Wednesday 24 June 2020

3 ways to estimate the value of lessons learned

Many organisations attempt to assign value to lessons in a lessons management system, and there are three ways you can do this. 


A screen sub-panel from the lessons management hub
showing value assigned to lessons

Assigning value to lesson-learning has three main advantages;
  • It reassures the people using the system that there is value in lesson learning. A panel on the front page of your lessons management system, such as the one shown here, reassures people logging into the system that sharing and re-using lessons is a valuable thing to do.
  • Lessons can be high-graded according to value, with the most valuable lessons getting highest priority.
  • It reassures management that there is value in lesson learning, and makes them think twice before axing the lessons management team and closing down the system.
However there are also counter-arguments;
  • Assigning value to lessons can be subjective (see below)
  • Value is yet another piece of metadata that needs to be added when documenting a lesson

If you decide to go down the path of assigning value to lessons, you can estimate this value in three ways;

  1. You estimate a projected value, where you look at the impact the lesson had on the project where the lesson was identified (measured through lost time, saved time, wasted cost, saved cost etc), and then you forecast  that forward by estimating the frequency of recurrence. Imagine a new way of working was developed which saved a project $100k on a particular activity. Imagine that activity is repeated in other projects a total of 10 times a year. If you document that new way of working as a lesson, and/or embed it into project procedures, then the projected value of that lesson is $1 million per year ($100k times 10, assuming all the future projects re-use the lesson). This of course is only an estimation - maybe the activity is repeated only 5 times, or 20 times. In some cases it might save $50k, in others $200k.
  1. You record an actual value, where the lesson is re-used (either directly, or through embedding into process) and you can then measure the improvement that results. This is more accurate than the projected value, but it sometimes can be difficult to isolate the impact of one lesson when many lessons are applied together.  The reporting is often anecdotal - "We started our project by reviewing and adopting all the lessons from the past. The project was delivered in X time/cost which is  saving of Y compared to the benchmark". This approach was used by the Ford Best Practice replication system, where manufacturing-plant contact who received a lesson needed to report what had been done with this knowledge in their local plant and, if they applied the lesson, what value it has added.
  1. You record an aggregate value, by looking at the improvement in results over time.  There are several examples on this blog of the aggregate improvement that comes through learning and re-use of knowledge, for example in Trinidad offshore platforms, Oil wells in Oman, Nuclear power stations in Korea, and jumping frogs in California.

If you can, assign value to lessons. This reassures both managers and workers that lesson-learning is a good investment of time and effort.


Task prompt ▸
Copy every record below exactly as written, but leave out the pictures.

Data shown ▸
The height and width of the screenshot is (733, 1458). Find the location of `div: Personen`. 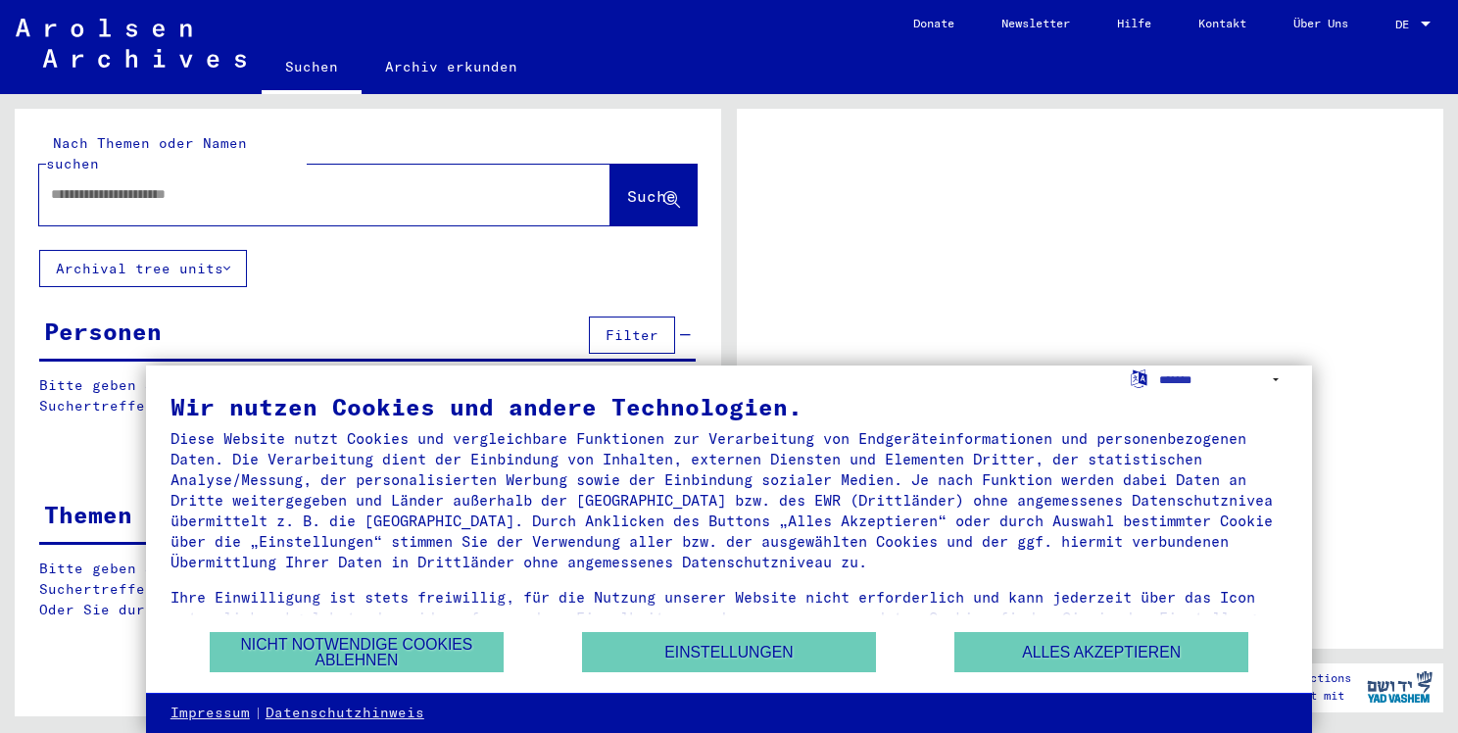

div: Personen is located at coordinates (103, 331).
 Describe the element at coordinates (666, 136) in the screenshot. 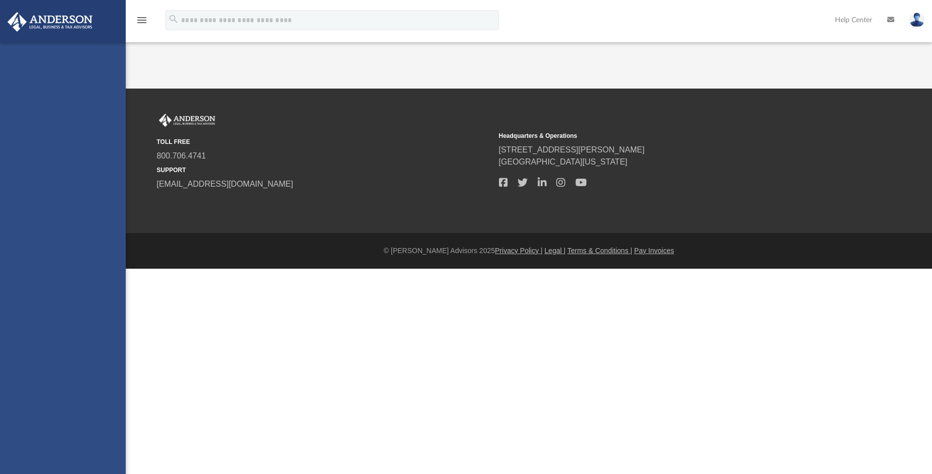

I see `small: Headquarters & Operations` at that location.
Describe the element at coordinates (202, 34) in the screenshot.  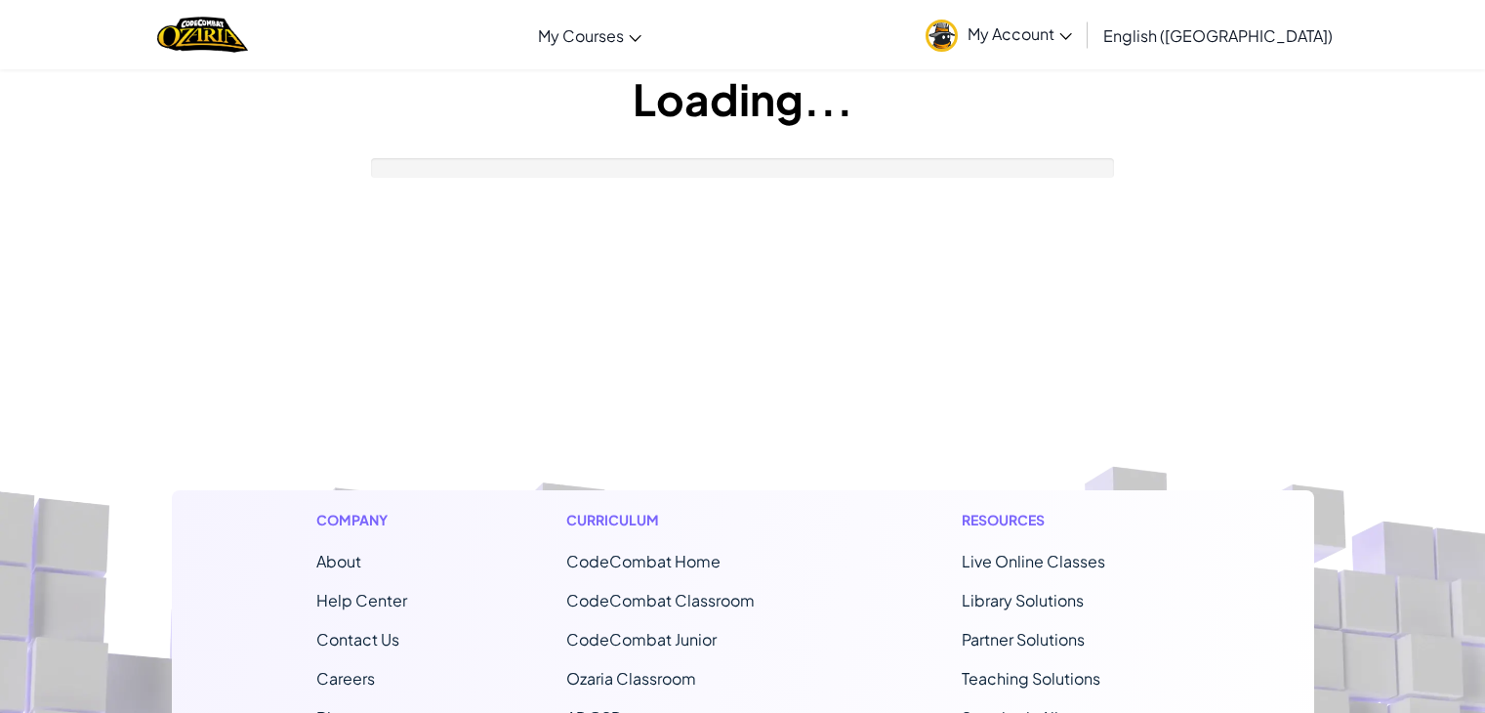
I see `a: Ozaria by CodeCombat logo` at that location.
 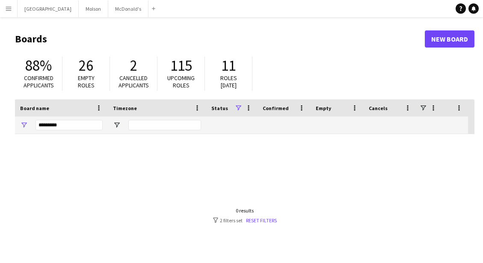 What do you see at coordinates (38, 81) in the screenshot?
I see `span: Confirmed applicants` at bounding box center [38, 81].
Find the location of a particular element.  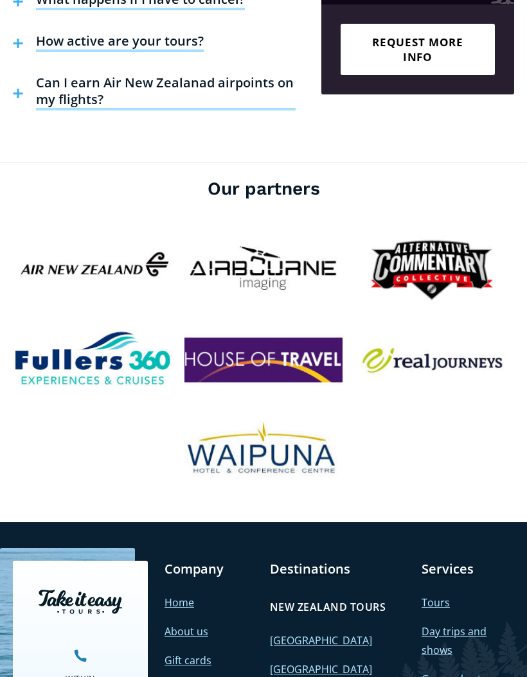

h4: How active are your tours? is located at coordinates (119, 43).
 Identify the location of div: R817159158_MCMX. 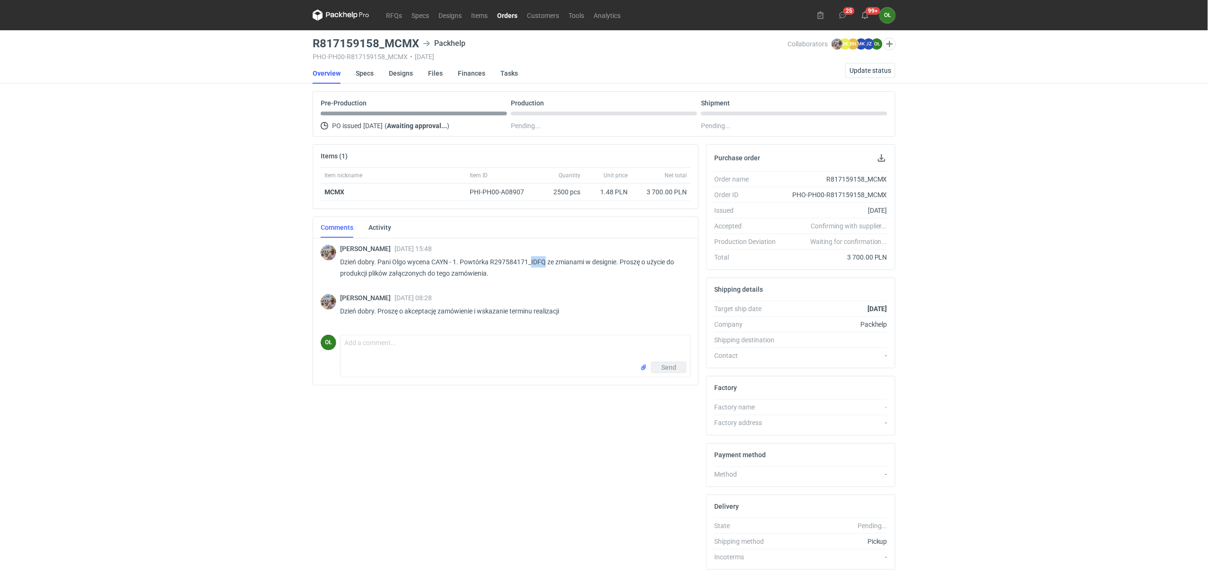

Response to this exercise ▸
The height and width of the screenshot is (733, 1458). Find the location of `div: Personen`. 

div: Personen is located at coordinates (103, 331).
 Describe the element at coordinates (666, 136) in the screenshot. 

I see `small: Headquarters & Operations` at that location.
Describe the element at coordinates (202, 34) in the screenshot.  
I see `a: Ozaria by CodeCombat logo` at that location.
  What do you see at coordinates (38, 81) in the screenshot?
I see `span: Confirmed applicants` at bounding box center [38, 81].
Find the location of a particular element.  

h4: How active are your tours? is located at coordinates (119, 43).
 Identify the location of div: R817159158_MCMX. 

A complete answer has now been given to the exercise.